Slavoj Žižek ( SLAH-voy ZHEE-zhek; Slovene: [ˈsláːʋɔj ˈʒíːʒək]; born 21 March 1949) is a Slovenian Marxist philosopher, cultural theorist and public intellectual.
He is the international director of the Birkbeck Institute for the Humanities at the University of London, Global Distinguished Professor of German at New York University, professor of philosophy and psychoanalysis at the European Graduate School and senior researcher at the Institute for Sociology and Philosophy at the University of Ljubljana. He primarily works on continental philosophy (particularly Hegelianism, psychoanalysis and Marxism) and political theory, as well as film criticism and theology.
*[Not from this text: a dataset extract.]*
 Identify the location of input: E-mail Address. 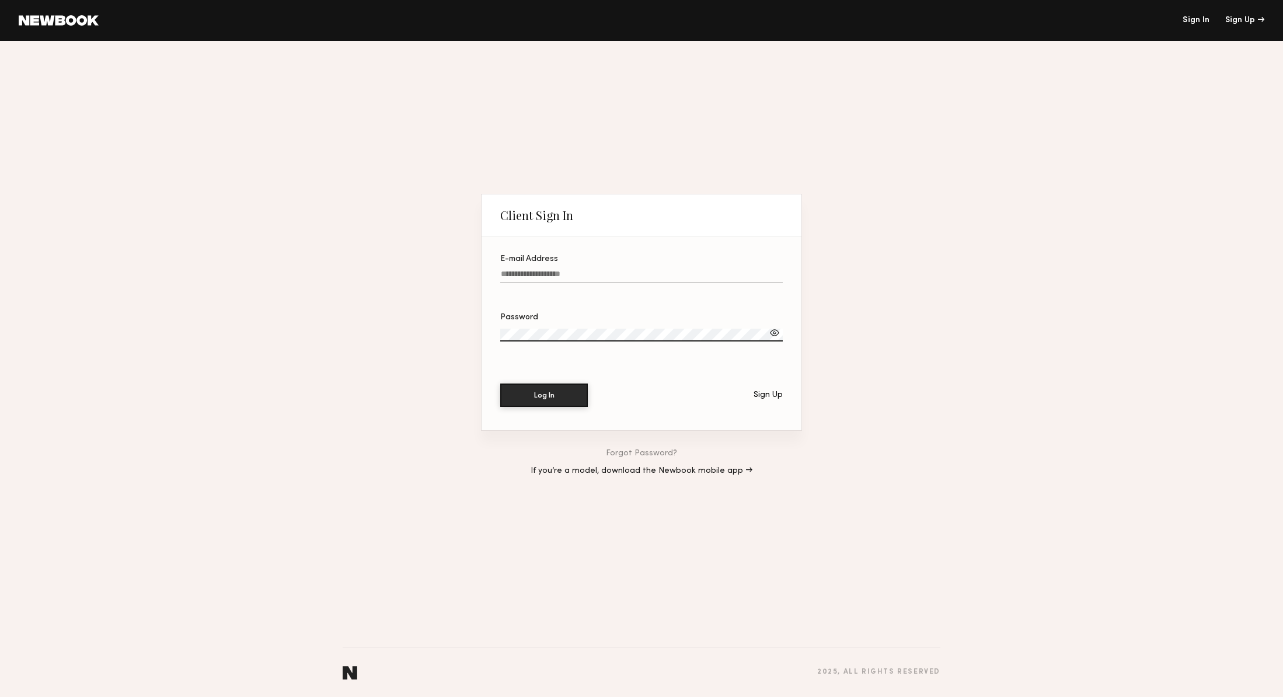
(642, 276).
Žižek is the most famous associate of the Ljubljana School of Psychoanalysis, a group of Slovenian academics working on German idealism, Lacanian psychoanalysis, ideology critique, and media criticism. His breakthrough work was 1989's The Sublime Object of Ideology, his first book in English, which was decisive in the introduction of the Ljubljana School's thought to English-speaking audiences. He has written over 50 books in multiple languages and speaks Slovene, Serbo-Croatian, English, German, and French. The idiosyncratic style of his public appearances, frequent magazine op-eds, and academic works, characterised by the use of obscene jokes and pop cultural examples, as well as politically incorrect provocations, have gained him fame, controversy and criticism both in and outside academia.